Lawyer Benjamín Serfati, representative of the Corporation for the Defense and Promotion of the Rights of the People (Codepu), highlighted that from this historic trial, extradition orders will emanate from France that our country must resolve.
“An extradition order will be issued by France directed at the Chilean authorities and we will see how the Chilean authorities will react regarding the convicts who are currently imprisoned in Chile. Regarding the cases of the free Chileans, it will be very interesting to follow the choice of the authorities in the sense of accepting or not the requests,” the jurist indicated.

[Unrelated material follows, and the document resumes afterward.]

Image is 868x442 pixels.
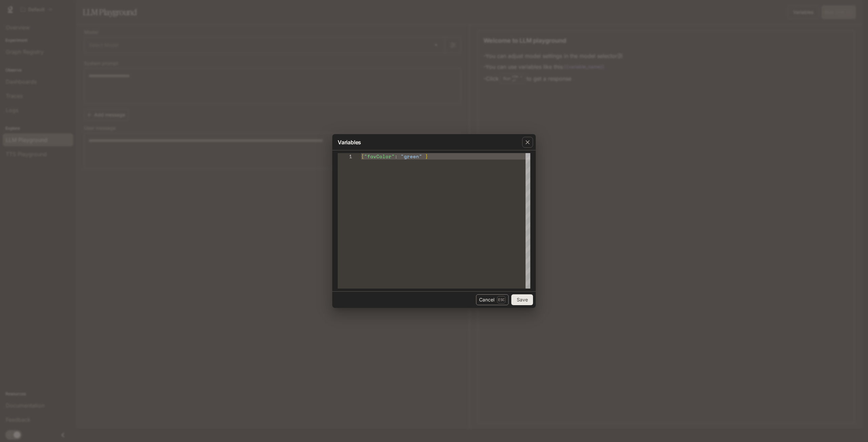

The relatives and their representatives assured that beyond the fact that this trial may seem symbolic, legal arguments valid throughout the world were used, which will prevent the convicted former agents from leaving the country, for example, and the arrest warrants issued by the French government for the 14 defendants remain in force.
Source: AFP, December 17, 2010
Army reported the death of General (Ret.) Herman Brady
The uniformed officer was indicted for the disappearance of 12 advisors to Salvador Allende.
He served as head of the Santiago garrison during the coup d'état.
Former Minister of Defense Herman Brady Roche, who held the position during the dictatorship and was indicted for the disappearance of 12 advisors to President Salvador Allende, died at age 92 at the Military Hospital.
Army sources confirmed to EFE that Brady, a retired general, passed away last Monday at the military facility, where he had been hospitalized in a vegetative state for two years.
As a military judge, Brady ordered the transfer of people arrested at the La Moneda Palace on September 11, 1973, including those known as the Group of Personal Friends (GAP), in charge of Allende’s security.
In 2008, Brady was indicted for the disappearance of 12 advisors and government officials of the late president, and two years later, the Santiago Court of Appeals refused to dismiss the case opened against him due to insanity.
As established in the trial, Allende’s advisors were taken to an artillery barracks where they were tortured until the next day, when they were taken to a military camp and executed, and their bodies destroyed with grenades.
In 1978, the remains that had been buried were exhumed clandestinely, put into sacks, and thrown into the sea from military helicopters, in the so-called "Operation TV Set Removal," ordered by Augusto Pinochet to erase the traces of the crimes.
Brady, who was also head of the Santiago military garrison during the coup d'état, served between 1975 and 1978 as Minister of Defense, and later, between 1981 and 1990, as president of the Energy Commission.
In 2001, Spanish judge Baltasar Garzón issued an international arrest warrant against Brady for the murder of Spanish diplomat Carmelo Soria, which occurred in 1976, but the Chilean courts rendered that resolution ineffective. The remains of the former general are being waked at the Military Cathedral and his funeral will be held this Thursday.